City Council's UFT charter school support raises ire, eyebrows

People on both sides of the charter school fight are not happy about a hefty City Council earmark that’s going to the teachers union’s charter school.

The funding, sponsored by City Councilman Erik Dilan and approved last month in the council’s annual capital budget allocations, gives the union $2 million to develop a plan for moving its charter school out of the two East New York buildings it shares and into space of its own.

The announcement comes as charter schools and their critics are locked in fierce debate over how the city funds and allocates space to charter schools. That dispute is central to a lawsuit, filed in May by the UFT and NAACP, that seeks to stop 16 charter schools from opening, moving, or expanding.

The lawsuit alleges that some charter schools receive disproportionate public resources, and some of its backers say the City Council earmark is another example.

Teacher activist Norm Scott called the funding “a double outrage, maybe a triple outrage.”

“The union makes the same deal the charters are making, taking $2 million of public money, while the public schools are starving? I don’t care if it were $1, it’s the symbol,” he said. “Let them raise funds like all the other charter schools.”

State Sen. Bill Perkins said he would have preferred to see money going to traditional public schools in need.

“I would give them, especially my colleague Bob Jackson, the benefit of the doubt that there’s no conflict in that regard, but it makes one want to look into it and find out where we’re going with this,” he said.

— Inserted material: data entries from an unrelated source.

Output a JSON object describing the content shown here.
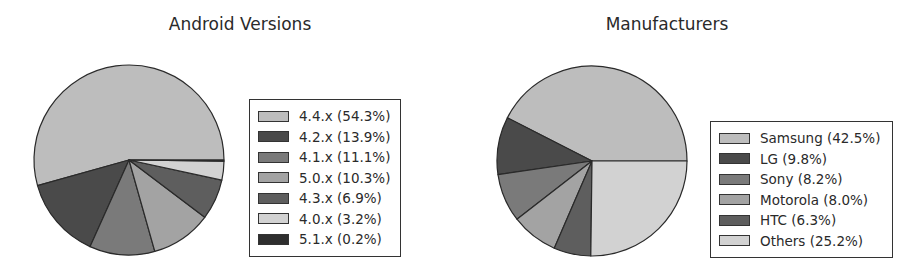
{
  "chart_data": [
    {
      "type": "pie",
      "title": "Android Versions",
      "start_angle_deg": 0,
      "direction": "counterclockwise",
      "legend_position": "right",
      "categories": [
        "4.4.x",
        "4.2.x",
        "4.1.x",
        "5.0.x",
        "4.3.x",
        "4.0.x",
        "5.1.x"
      ],
      "values": [
        54.3,
        13.9,
        11.1,
        10.3,
        6.9,
        3.2,
        0.2
      ],
      "legend_labels": [
        "4.4.x (54.3%)",
        "4.2.x (13.9%)",
        "4.1.x (11.1%)",
        "5.0.x (10.3%)",
        "4.3.x (6.9%)",
        "4.0.x (3.2%)",
        "5.1.x (0.2%)"
      ],
      "colors": [
        "#bdbdbd",
        "#4a4a4a",
        "#7a7a7a",
        "#a3a3a3",
        "#5e5e5e",
        "#d2d2d2",
        "#2e2e2e"
      ]
    },
    {
      "type": "pie",
      "title": "Manufacturers",
      "start_angle_deg": 0,
      "direction": "counterclockwise",
      "legend_position": "right",
      "categories": [
        "Samsung",
        "LG",
        "Sony",
        "Motorola",
        "HTC",
        "Others"
      ],
      "values": [
        42.5,
        9.8,
        8.2,
        8.0,
        6.3,
        25.2
      ],
      "legend_labels": [
        "Samsung (42.5%)",
        "LG (9.8%)",
        "Sony (8.2%)",
        "Motorola (8.0%)",
        "HTC (6.3%)",
        "Others (25.2%)"
      ],
      "colors": [
        "#bdbdbd",
        "#4a4a4a",
        "#7a7a7a",
        "#a3a3a3",
        "#5e5e5e",
        "#d2d2d2"
      ]
    }
  ]
}
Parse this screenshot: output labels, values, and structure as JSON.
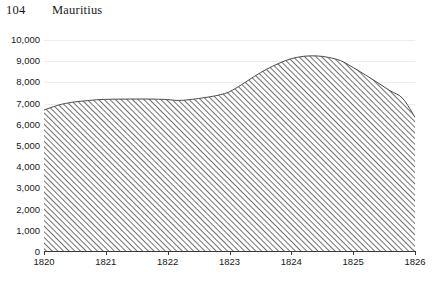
{
  "header": {
    "page_number": "104",
    "title": "Mauritius"
  },
  "chart_data": {
    "type": "area",
    "title": "Mauritius",
    "xlabel": "",
    "ylabel": "",
    "xlim": [
      1820,
      1826
    ],
    "ylim": [
      0,
      10000
    ],
    "grid": true,
    "legend": null,
    "fill_style": "diagonal-hatch",
    "fill_color": "#4d4d4d",
    "grid_color": "#ededed",
    "axis_color": "#3a3a3a",
    "y_ticks": [
      "10,000",
      "9,000",
      "8,000",
      "7,000",
      "6,000",
      "5,000",
      "4,000",
      "3,000",
      "2,000",
      "1,000",
      "0"
    ],
    "y_tick_values": [
      10000,
      9000,
      8000,
      7000,
      6000,
      5000,
      4000,
      3000,
      2000,
      1000,
      0
    ],
    "x_ticks": [
      "1820",
      "1821",
      "1822",
      "1823",
      "1824",
      "1825",
      "1826"
    ],
    "x_tick_values": [
      1820,
      1821,
      1822,
      1823,
      1824,
      1825,
      1826
    ],
    "x": [
      1820.0,
      1820.15,
      1820.3,
      1820.5,
      1820.7,
      1820.85,
      1821.0,
      1821.2,
      1821.4,
      1821.6,
      1821.8,
      1822.0,
      1822.15,
      1822.3,
      1822.5,
      1822.7,
      1822.85,
      1823.0,
      1823.2,
      1823.4,
      1823.6,
      1823.8,
      1824.0,
      1824.2,
      1824.4,
      1824.6,
      1824.8,
      1825.0,
      1825.2,
      1825.4,
      1825.6,
      1825.8,
      1826.0
    ],
    "values": [
      6700,
      6850,
      6980,
      7080,
      7140,
      7180,
      7200,
      7210,
      7215,
      7215,
      7210,
      7190,
      7150,
      7170,
      7240,
      7330,
      7420,
      7560,
      7900,
      8280,
      8620,
      8900,
      9120,
      9230,
      9250,
      9180,
      9020,
      8700,
      8350,
      7980,
      7600,
      7250,
      6350
    ]
  }
}
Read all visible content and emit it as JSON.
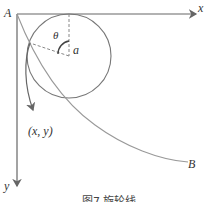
{
  "figure": {
    "caption": "图7 旋轮线",
    "labels": {
      "origin": "A",
      "x_axis": "x",
      "y_axis": "y",
      "angle": "θ",
      "radius": "a",
      "point": "(x, y)",
      "end": "B"
    },
    "colors": {
      "axis": "#666666",
      "circle": "#777777",
      "curve": "#999999",
      "dashed": "#888888"
    }
  }
}
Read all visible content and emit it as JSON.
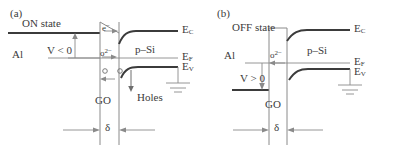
{
  "figure": {
    "type": "two-panel-energy-band-diagram",
    "line_color": "#3b3b3b",
    "thin_line_color": "#8a8a8a"
  },
  "panels": [
    {
      "tag": "(a)",
      "state_label": "ON state",
      "electrode_label": "Al",
      "bias_label": "V < 0",
      "barrier_label": "GO",
      "thickness_label": "δ",
      "semiconductor_label": "p–Si",
      "carrier_labels": {
        "electron": "e",
        "electron_charge": "−",
        "oxygen_ion": "o",
        "oxygen_charge": "2−",
        "holes": "Holes"
      },
      "band_labels": [
        {
          "symbol": "E",
          "sub": "C"
        },
        {
          "symbol": "E",
          "sub": "F"
        },
        {
          "symbol": "E",
          "sub": "V"
        }
      ],
      "ground_symbol": "earth-ground"
    },
    {
      "tag": "(b)",
      "state_label": "OFF state",
      "electrode_label": "Al",
      "bias_label": "V > 0",
      "barrier_label": "GO",
      "thickness_label": "δ",
      "semiconductor_label": "p–Si",
      "carrier_labels": {
        "oxygen_ion": "o",
        "oxygen_charge": "2−"
      },
      "band_labels": [
        {
          "symbol": "E",
          "sub": "C"
        },
        {
          "symbol": "E",
          "sub": "F"
        },
        {
          "symbol": "E",
          "sub": "V"
        }
      ],
      "ground_symbol": "earth-ground"
    }
  ]
}
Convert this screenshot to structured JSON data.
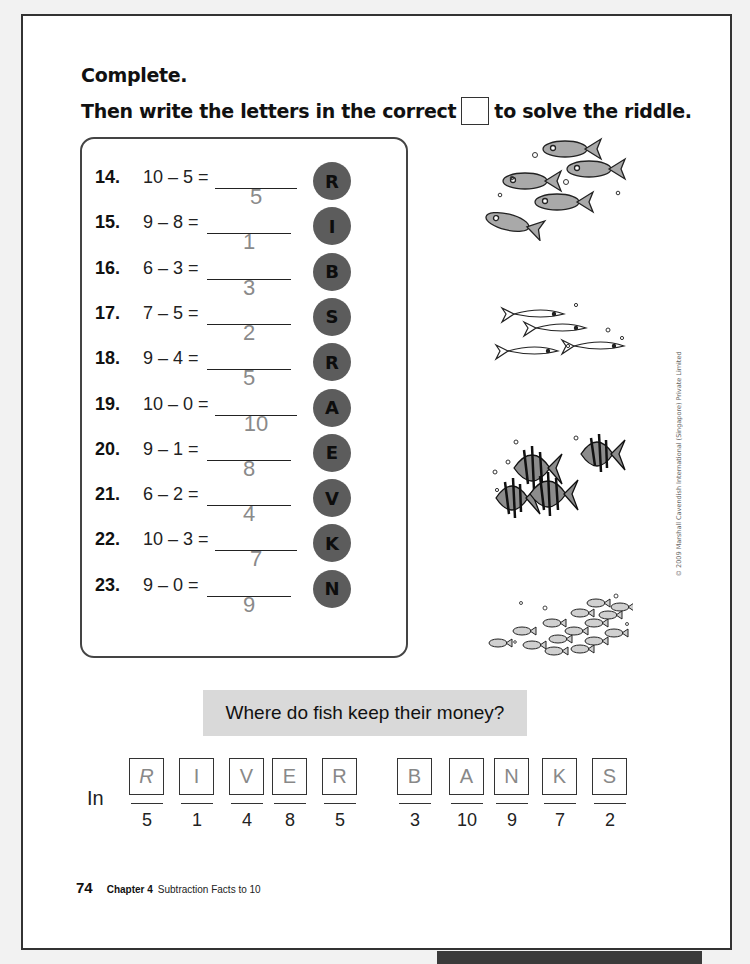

Robert Jackson is the chair of the council’s education committee and a plaintiff in the lawsuit, as are Perkins and Dilan.

Charter school advocates are also unhappy that the union’s charter school is getting help while other charter schools are struggling to hold onto space in public school buildings.

“The fact that even the UFT needs millions of scarce taxpayers dollars to move its charter school into a private building underscores why charters continue to need access to public space,” said James Merriman, CEO of the New York City Charter School Center.

Of the 660 education projects funded by the City Council’s capital budget, only six payouts were over $1 million. They went to James Madison High School ($2 million), Susan Wagner High School ($1.95 million for a baseball field), PS 101 ($1.6 million), PS 65 ($1.5 million), High School for Service and Learning ($1.33 million for auditorium renovations) and Brooklyn Technical High School ($1.25 million for an auditorium).

Though the council’s budget document says the money is for “community charter school construction,” the $2 million for the UFT charter school was classified as economic development spending, not education spending.

The city’s own capital budget for schools allocates $210 million for charter school construction. So far, that money is slated to help construct space for five charter schools.

Councilwoman Letitia James said she didn’t think that the council’s allocation to a charter school was “odd at all.” Anything that eliminates the problem of co-location is worth the expense, said James, who is also a plaintiff in the UFT-NAACP lawsuit.

UFT spokesman Peter Kadushin said the money will be used for planning the potential space, which will include a community center and health clinic. Providing those wraparound services would be consistent with the union’s previous pushes for community schools.

Longtime UFT member Peter Goodman said that $2 million was just a “pittance” for the tens of millions that a full facility could cost, though it could pay for planning and perhaps some of an abandoned site in East New York.

“The only way you can get that is probably through the federal government, some federal program where they’re really providing money,” he said.